The republicans are busy doing HAMMER TIME, and they are using the same hammer that they've used before, jack-hammering away at us with fear. As the elections approach I can hear it all the way in Spain. The administration is busy administering the same loud feed-back, pre-chewed fumblecabbage that they've stunk us up with before, "WE ARE NOT SAFE." They seem convinced, or seem to be trying to convince us, that if we don't stay at war, there will never be peace. But does that make sense?

I'm not trying to say that the democrats are going to fix all the problems, but I keep hearing that if we elect the democrats "they are going to bring us back to a pre-9/11 world." Are they going to stick all our heads in the sand and time warp us back? What i want to know is: is that really any different than the present? The biggest difference is that our actions were more in keeping (certainly not perfect) with international law. It could have been 9/9, or 8/28, or 10/02, but whatever you say, people hi-jacked planes with box-cutters and fake bombs and they killed a great number of people and did some tremendous damage which reflected a well thought out and carefully executed plan. Not the work of some demented crazies, but rather the work of highly motivated people. If the people who planned the Iraq war also planned 9/11, the first plane would probably never have made it off the ground.

Side note: my "pop" taught me that the kid who tortures animals is never popular. And the grownup who tortures grownups... well, not only is he not popular, but he is also breaking international laws, and subjecting himself to worthy scrutiny. He is a criminal. And he deserves to be held-accountable and punished...

We have lost perspective of what America once stood for. The media is certainly no help. Neither the red team or the blue team in America have the answer because both are playing with a flat football on a soccer field. The muslim cricketeers aren't playing a nice game, they aren't playing a fair game, but most of all they are playing a game that we in America haven't got a clue about. All the different players seem to think that their sport is the only true sport. I think an acknowledgement on all sides that different games exist and can all be true at the same time might be a good start.

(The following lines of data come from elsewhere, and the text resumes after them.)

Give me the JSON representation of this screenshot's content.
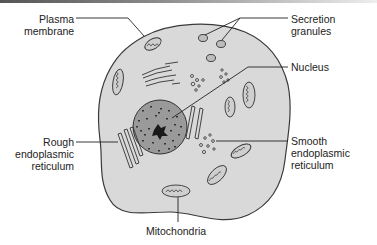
{
  "diagram": {
    "colors": {
      "cytoplasm": "#d9d9d9",
      "outline": "#3a3a3a",
      "nucleus": "#9a9a9a",
      "nucleolus": "#1a1a1a",
      "text": "#222222"
    },
    "labels": {
      "plasma_membrane": [
        "Plasma",
        "membrane"
      ],
      "secretion_granules": [
        "Secretion",
        "granules"
      ],
      "nucleus": [
        "Nucleus"
      ],
      "rough_er": [
        "Rough",
        "endoplasmic",
        "reticulum"
      ],
      "smooth_er": [
        "Smooth",
        "endoplasmic",
        "reticulum"
      ],
      "mitochondria": [
        "Mitochondria"
      ]
    }
  }
}
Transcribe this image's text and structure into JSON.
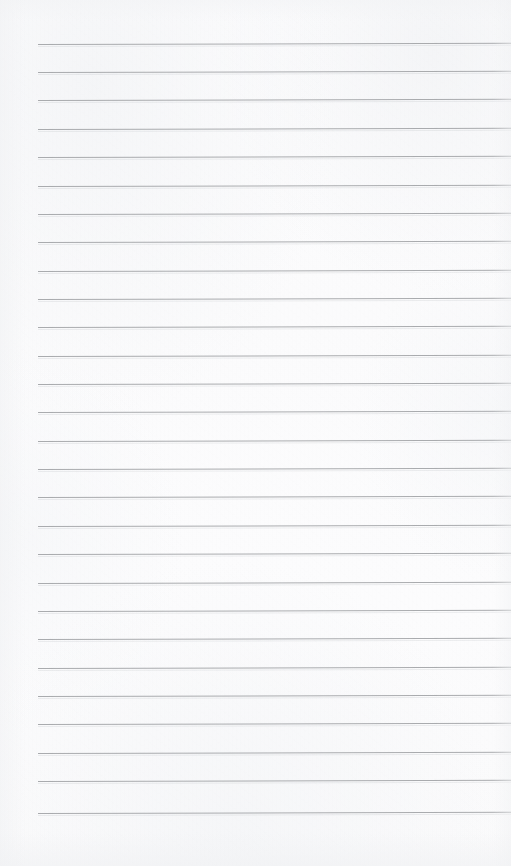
{
  "document": {
    "kind": "lined-notepad-page",
    "title": "Blank ruled notepad page",
    "page_label": "",
    "content_text": "",
    "is_blank": true
  },
  "paper": {
    "background_color": "#fcfcfd",
    "texture": "subtle paper grain",
    "width_px": 511,
    "height_px": 866
  },
  "rules": {
    "line_color": "#a1a3a6",
    "line_thickness_px": 1,
    "left_margin_px": 38,
    "right_edge_px": 511,
    "first_line_y_px": 44,
    "spacing_px": 28.5,
    "count": 28,
    "tilt_degrees": -0.16,
    "lines": [
      {
        "index": 1,
        "y": 44
      },
      {
        "index": 2,
        "y": 72
      },
      {
        "index": 3,
        "y": 100
      },
      {
        "index": 4,
        "y": 129
      },
      {
        "index": 5,
        "y": 157
      },
      {
        "index": 6,
        "y": 186
      },
      {
        "index": 7,
        "y": 214
      },
      {
        "index": 8,
        "y": 242
      },
      {
        "index": 9,
        "y": 271
      },
      {
        "index": 10,
        "y": 299
      },
      {
        "index": 11,
        "y": 327
      },
      {
        "index": 12,
        "y": 356
      },
      {
        "index": 13,
        "y": 384
      },
      {
        "index": 14,
        "y": 412
      },
      {
        "index": 15,
        "y": 441
      },
      {
        "index": 16,
        "y": 469
      },
      {
        "index": 17,
        "y": 497
      },
      {
        "index": 18,
        "y": 526
      },
      {
        "index": 19,
        "y": 554
      },
      {
        "index": 20,
        "y": 583
      },
      {
        "index": 21,
        "y": 611
      },
      {
        "index": 22,
        "y": 639
      },
      {
        "index": 23,
        "y": 668
      },
      {
        "index": 24,
        "y": 696
      },
      {
        "index": 25,
        "y": 724
      },
      {
        "index": 26,
        "y": 753
      },
      {
        "index": 27,
        "y": 781
      },
      {
        "index": 28,
        "y": 813
      }
    ]
  },
  "margins": {
    "top_blank_height_px": 44,
    "bottom_blank_height_px": 53,
    "left_blank_width_px": 38
  }
}
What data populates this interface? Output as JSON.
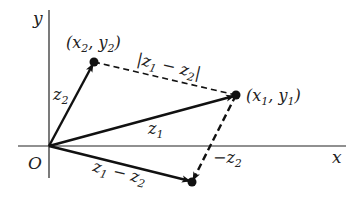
{
  "diagram": {
    "axes": {
      "x_label": "x",
      "y_label": "y",
      "origin_label": "O"
    },
    "points": {
      "p1": {
        "label_main_1": "(x",
        "sub_1": "1",
        "label_main_2": ", y",
        "sub_2": "1",
        "label_end": ")"
      },
      "p2": {
        "label_main_1": "(x",
        "sub_1": "2",
        "label_main_2": ", y",
        "sub_2": "2",
        "label_end": ")"
      }
    },
    "vectors": {
      "z1": {
        "main": "z",
        "sub": "1"
      },
      "z2": {
        "main": "z",
        "sub": "2"
      },
      "diff": {
        "main1": "z",
        "sub1": "1",
        "op": " − ",
        "main2": "z",
        "sub2": "2"
      },
      "neg_z2": {
        "prefix": "−",
        "main": "z",
        "sub": "2"
      },
      "distance": {
        "bar_l": "|",
        "main1": "z",
        "sub1": "1",
        "op": " − ",
        "main2": "z",
        "sub2": "2",
        "bar_r": "|"
      }
    },
    "colors": {
      "ink": "#111111",
      "background": "#ffffff"
    }
  }
}
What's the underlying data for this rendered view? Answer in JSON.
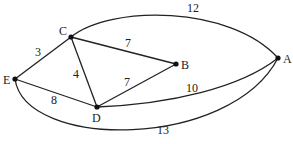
{
  "graph": {
    "nodes": [
      {
        "id": "A",
        "label": "A"
      },
      {
        "id": "B",
        "label": "B"
      },
      {
        "id": "C",
        "label": "C"
      },
      {
        "id": "D",
        "label": "D"
      },
      {
        "id": "E",
        "label": "E"
      }
    ],
    "edges": [
      {
        "from": "E",
        "to": "C",
        "weight": "3"
      },
      {
        "from": "C",
        "to": "B",
        "weight": "7"
      },
      {
        "from": "C",
        "to": "D",
        "weight": "4"
      },
      {
        "from": "E",
        "to": "D",
        "weight": "8"
      },
      {
        "from": "D",
        "to": "B",
        "weight": "7"
      },
      {
        "from": "C",
        "to": "A",
        "weight": "12"
      },
      {
        "from": "D",
        "to": "A",
        "weight": "10"
      },
      {
        "from": "E",
        "to": "A",
        "weight": "13"
      }
    ]
  }
}
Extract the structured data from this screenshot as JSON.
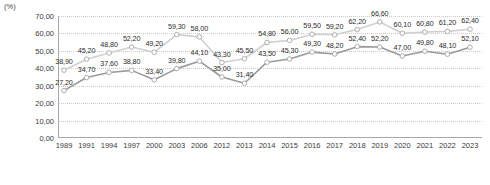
{
  "axis_unit_label": "(%)",
  "chart_data": {
    "type": "line",
    "title": "",
    "xlabel": "",
    "ylabel": "(%)",
    "ylim": [
      0,
      70
    ],
    "ytick_step": 10,
    "grid": true,
    "legend": "none",
    "value_labels": true,
    "decimal_separator": ",",
    "colors": {
      "series_upper_line": "#d0d0d0",
      "series_lower_line": "#9a9a9a",
      "marker_fill": "#ffffff",
      "marker_stroke": "#a6a6a6",
      "gridline": "#c9c9c9",
      "axis": "#a8a8a8",
      "text": "#2b2b2b"
    },
    "ytick_labels": [
      "70,00",
      "60,00",
      "50,00",
      "40,00",
      "30,00",
      "20,00",
      "10,00",
      "0,00"
    ],
    "ytick_values": [
      70,
      60,
      50,
      40,
      30,
      20,
      10,
      0
    ],
    "categories": [
      "1989",
      "1991",
      "1994",
      "1997",
      "2000",
      "2003",
      "2006",
      "2012",
      "2013",
      "2014",
      "2015",
      "2016",
      "2017",
      "2018",
      "2019",
      "2020",
      "2021",
      "2022",
      "2023"
    ],
    "series": [
      {
        "name": "upper",
        "values": [
          38.9,
          45.2,
          48.8,
          52.2,
          49.2,
          59.3,
          58.0,
          43.3,
          45.5,
          54.8,
          56.0,
          59.5,
          59.2,
          62.2,
          66.6,
          60.1,
          60.8,
          61.2,
          62.4
        ],
        "labels": [
          "38,90",
          "45,20",
          "48,80",
          "52,20",
          "49,20",
          "59,30",
          "58,00",
          "43,30",
          "45,50",
          "54,80",
          "56,00",
          "59,50",
          "59,20",
          "62,20",
          "66,60",
          "60,10",
          "60,80",
          "61,20",
          "62,40"
        ]
      },
      {
        "name": "lower",
        "values": [
          27.2,
          34.7,
          37.6,
          38.8,
          33.4,
          39.8,
          44.1,
          35.0,
          31.4,
          43.5,
          45.3,
          49.3,
          48.2,
          52.4,
          52.2,
          47.0,
          49.8,
          48.1,
          52.1
        ],
        "labels": [
          "27,20",
          "34,70",
          "37,60",
          "38,80",
          "33,40",
          "39,80",
          "44,10",
          "35,00",
          "31,40",
          "43,50",
          "45,30",
          "49,30",
          "48,20",
          "52,40",
          "52,20",
          "47,00",
          "49,80",
          "48,10",
          "52,10"
        ]
      }
    ]
  }
}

America has a lot of work to do to start making friends again. "Terrorists" are people. They have a story, and they have reasons for doing what they do. The ends may not justify the means, but that doesn't necessarily mean that the other side (being us) is right in any response it makes. The post-9/11 story is the scariest to me. It is still being written as I write. Someone is probably getting killed in Iraq right now, likely there will be at least one or two American soldiers killed today, and who knows how many civilians. America needs to take inventory. We can admit that we were wrong to invade Iraq, but that does not mean that we can pull out our troops. But the guns that our soldiers carry are not the weapons that will win the war on terror. The minds of men and women are the only weapons which can win this war. This is a war of ideas, of civilized thought. Both sides are fighting like savages. Savages kill, savages fight with brute force. If we wish to call ourselves the civilized world, we should stop shooting and start thinking. We should stop yelling and start talking, infidel to infidel, soldier to Jihadi, men bound for heaven to men bound for hell, priests to clerics, and both of them to scientists. This planet is getting smaller every-day, we have to start acting like the neighbors we all are. All of us.